Extracted material Start Marker
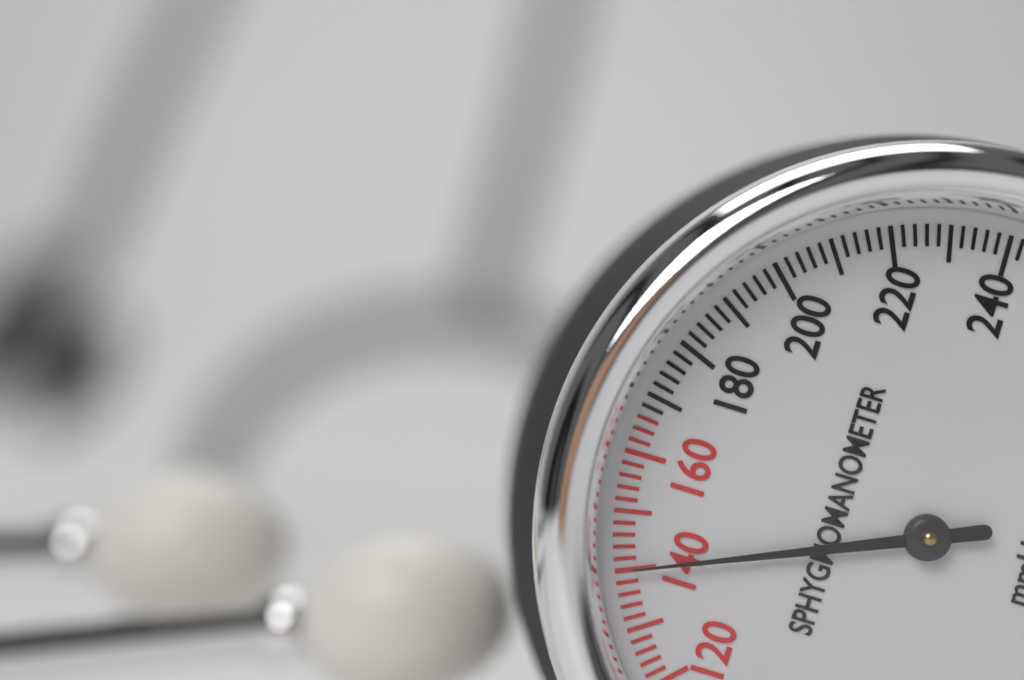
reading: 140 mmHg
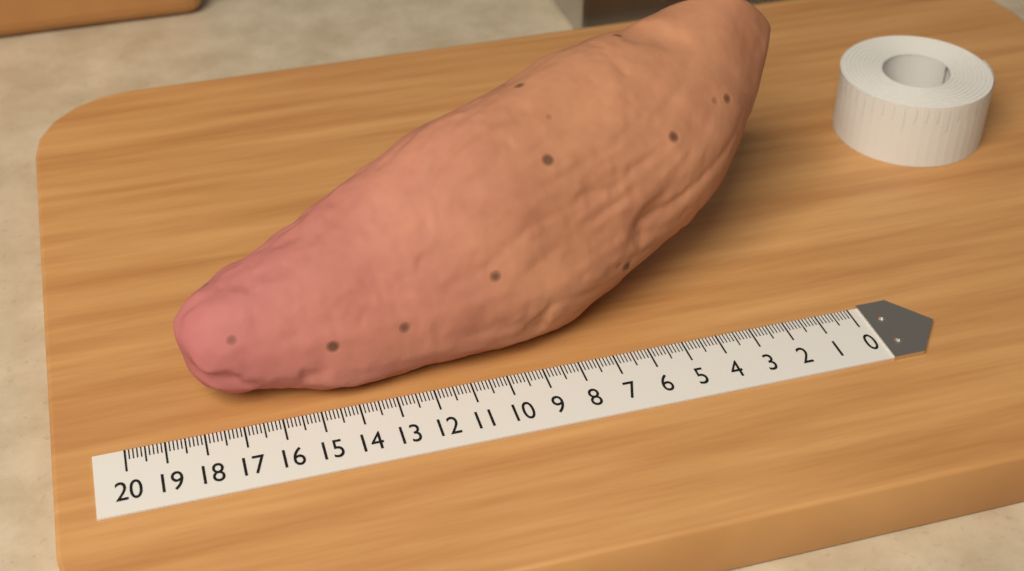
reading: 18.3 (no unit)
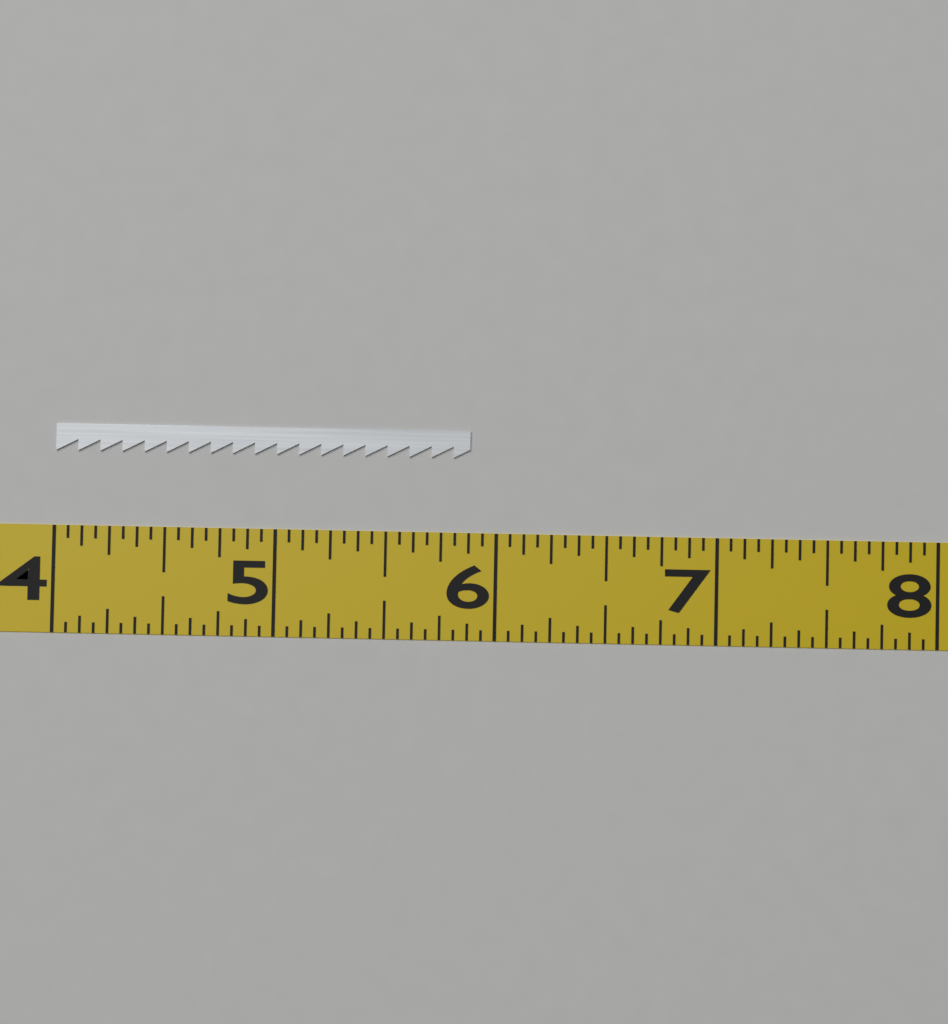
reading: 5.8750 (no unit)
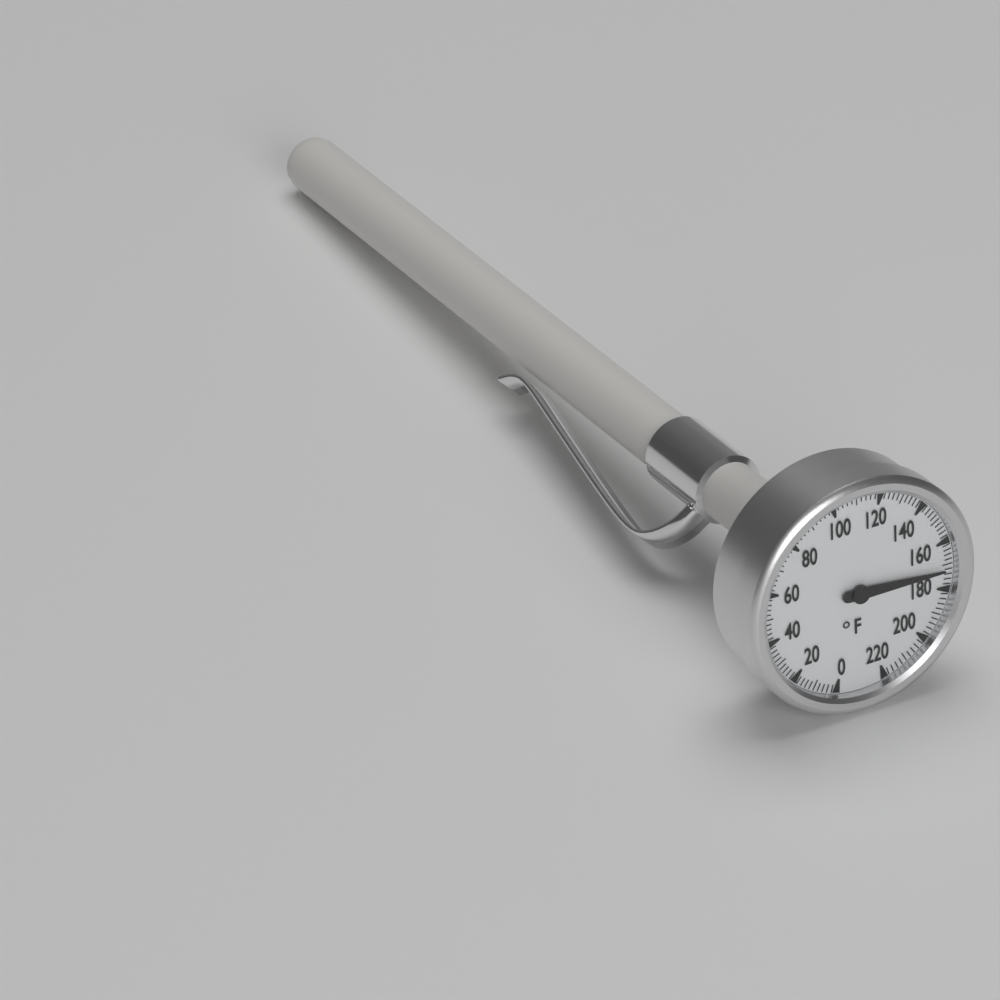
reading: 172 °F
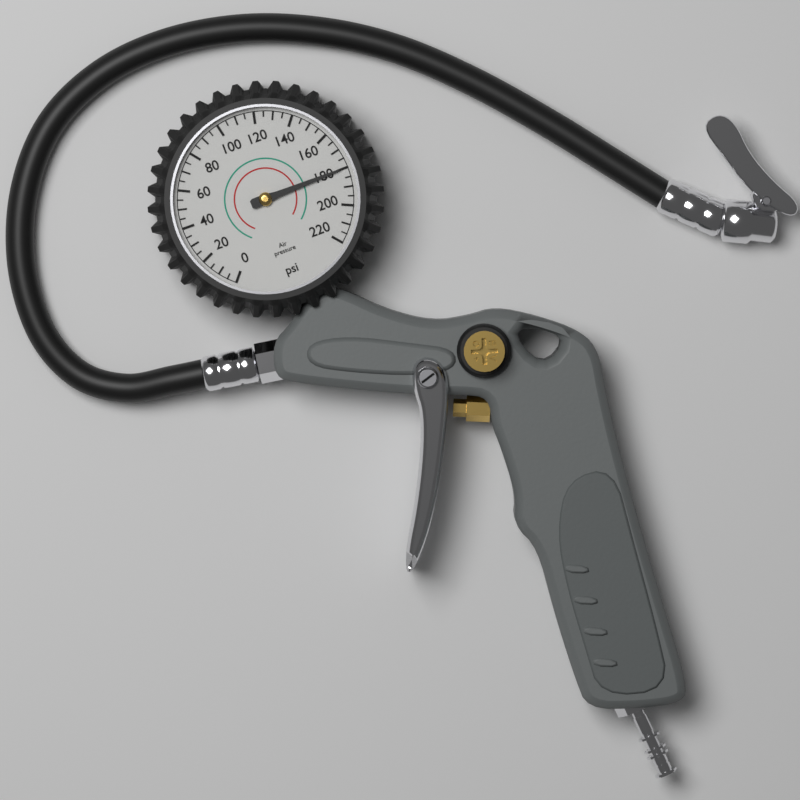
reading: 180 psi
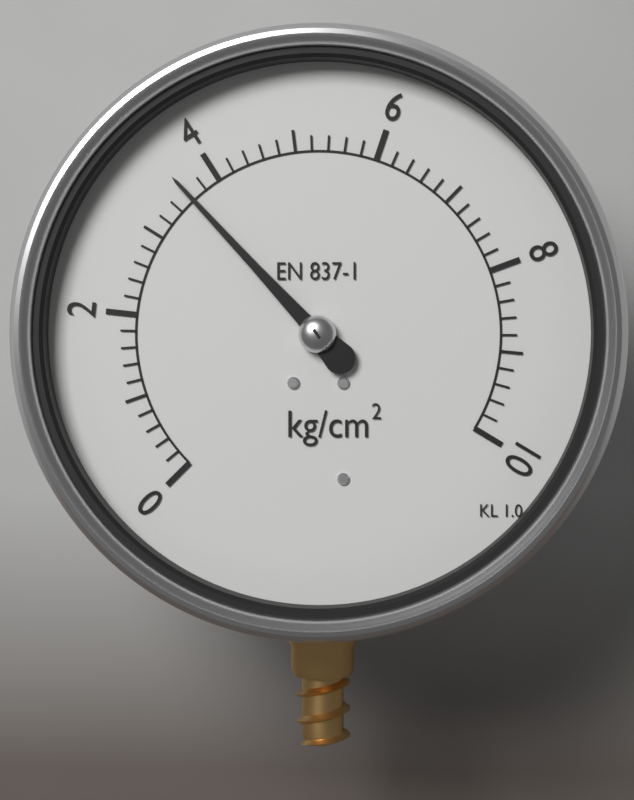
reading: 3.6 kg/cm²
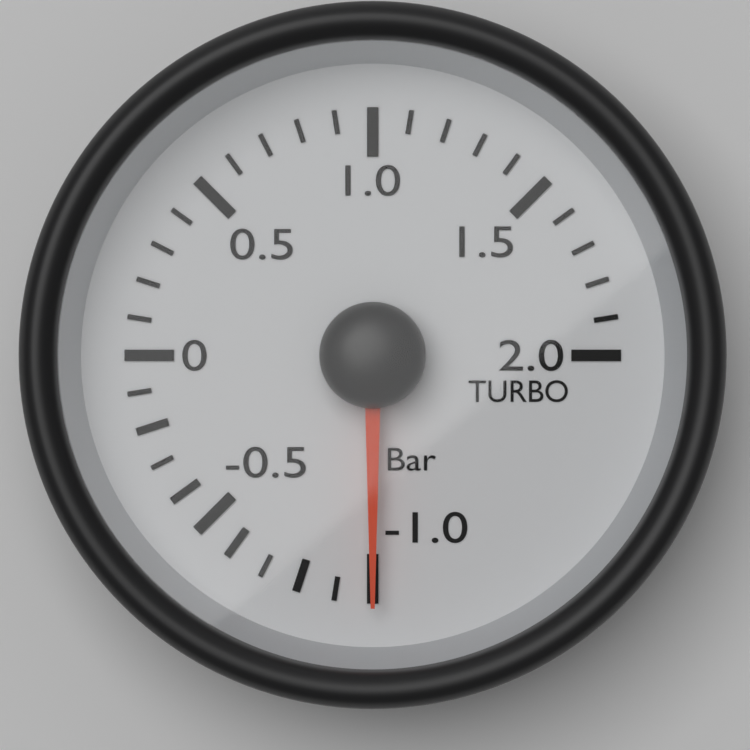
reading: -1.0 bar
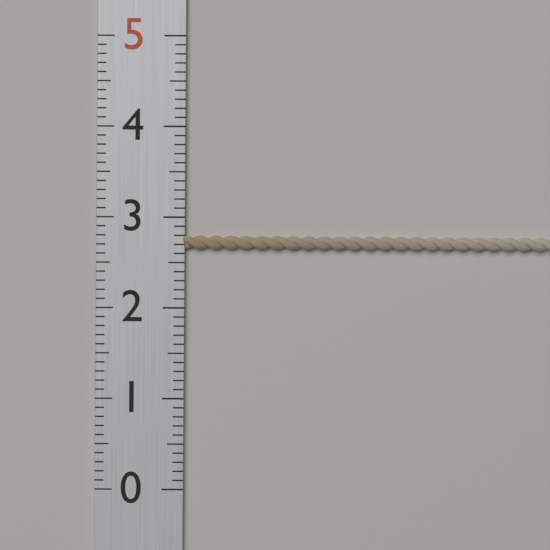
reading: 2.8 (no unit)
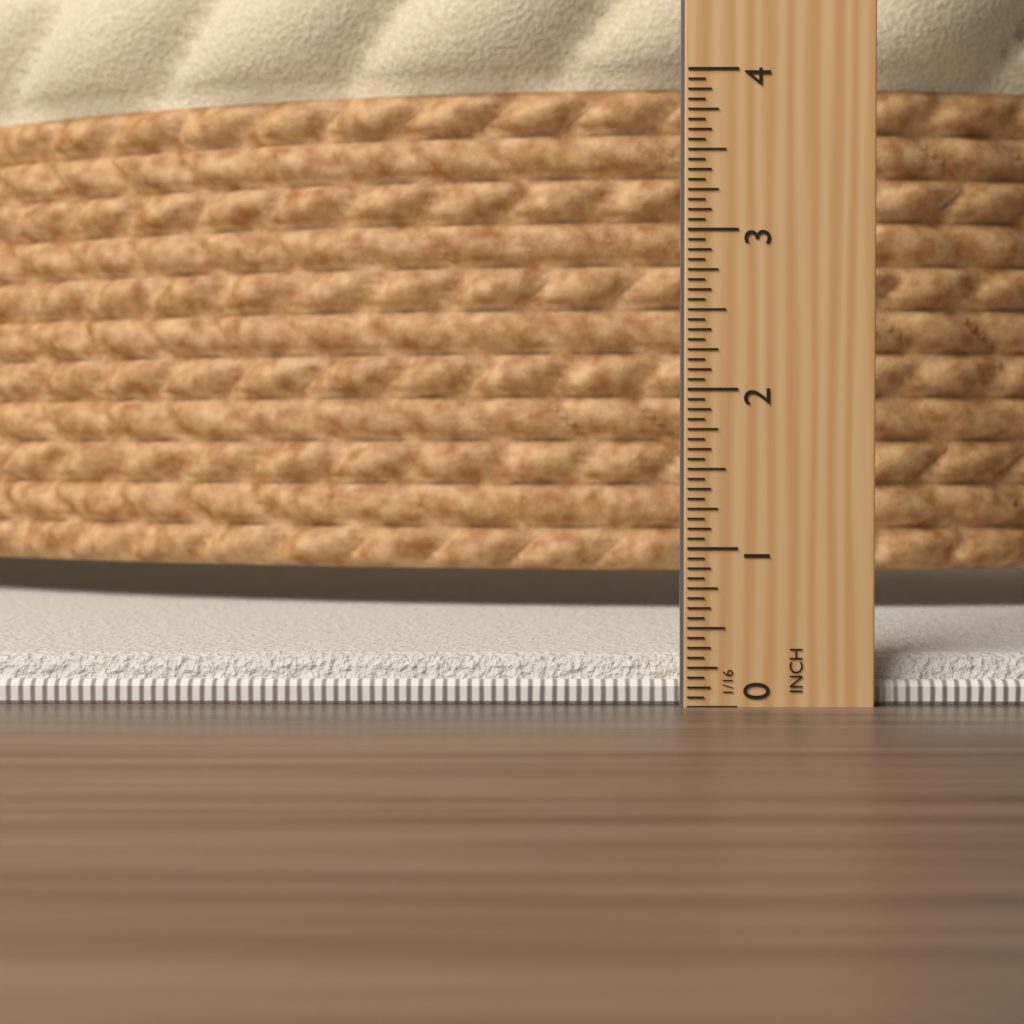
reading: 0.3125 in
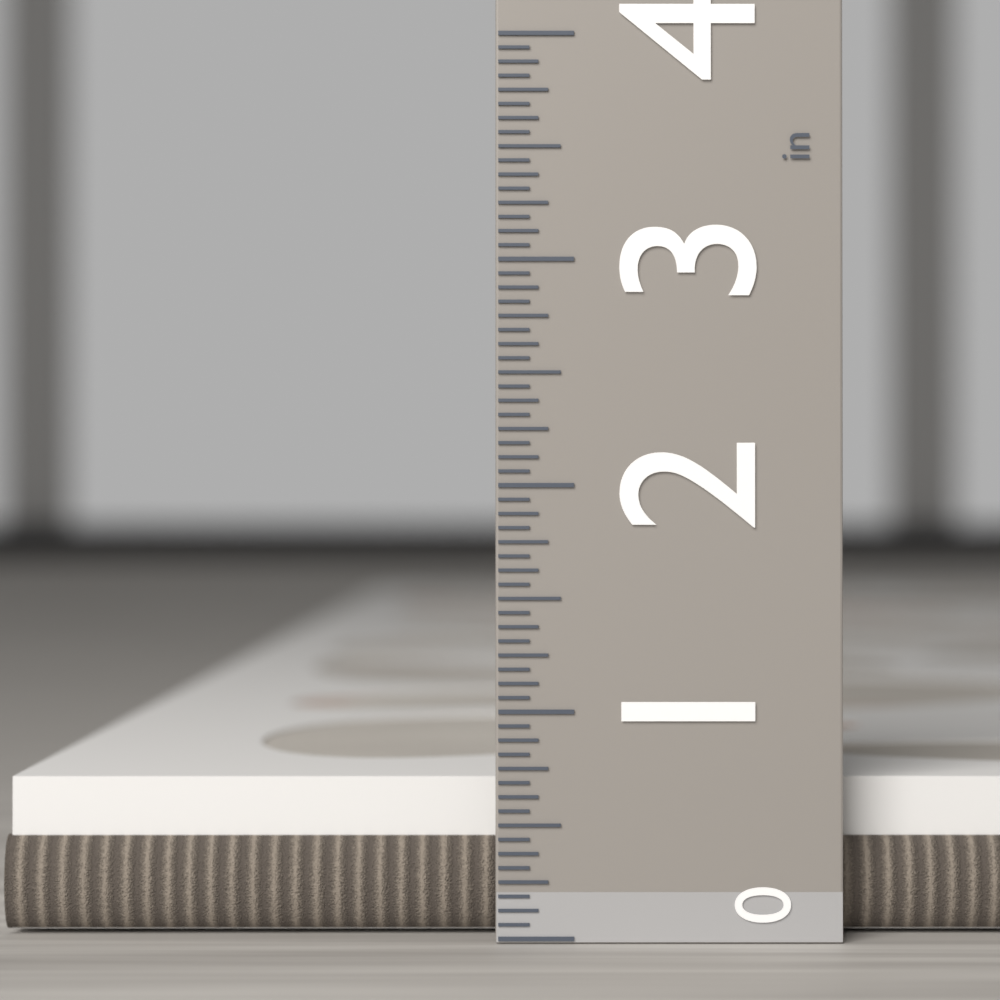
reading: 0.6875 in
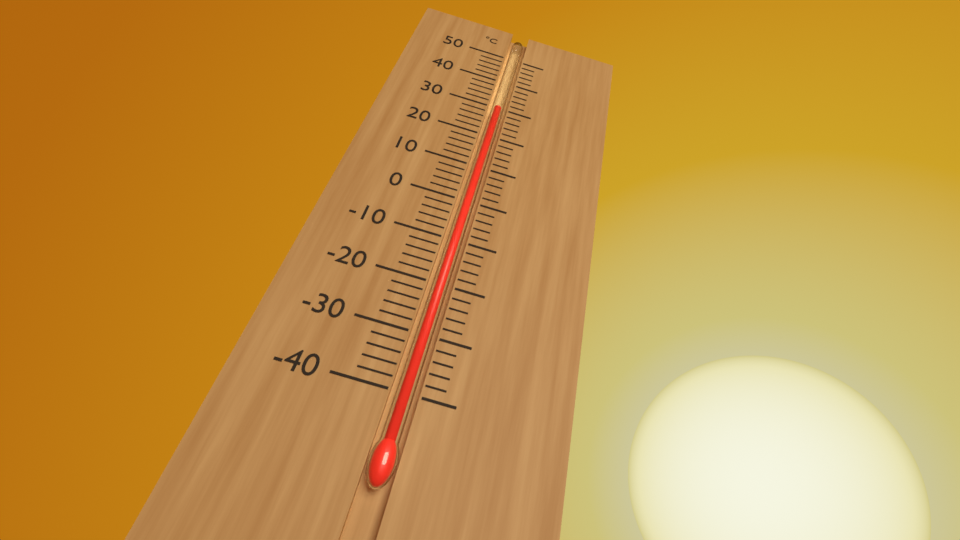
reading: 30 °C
Extracted material End Marker
§ Task statement: Print all records word for word, no images.

§ The completed task:
reading: 140 mmHg
reading: 18.3 (no unit)
reading: 5.8750 (no unit)
reading: 172 °F
reading: 180 psi
reading: 3.6 kg/cm²
reading: -1.0 bar
reading: 2.8 (no unit)
reading: 0.3125 in
reading: 0.6875 in
reading: 30 °C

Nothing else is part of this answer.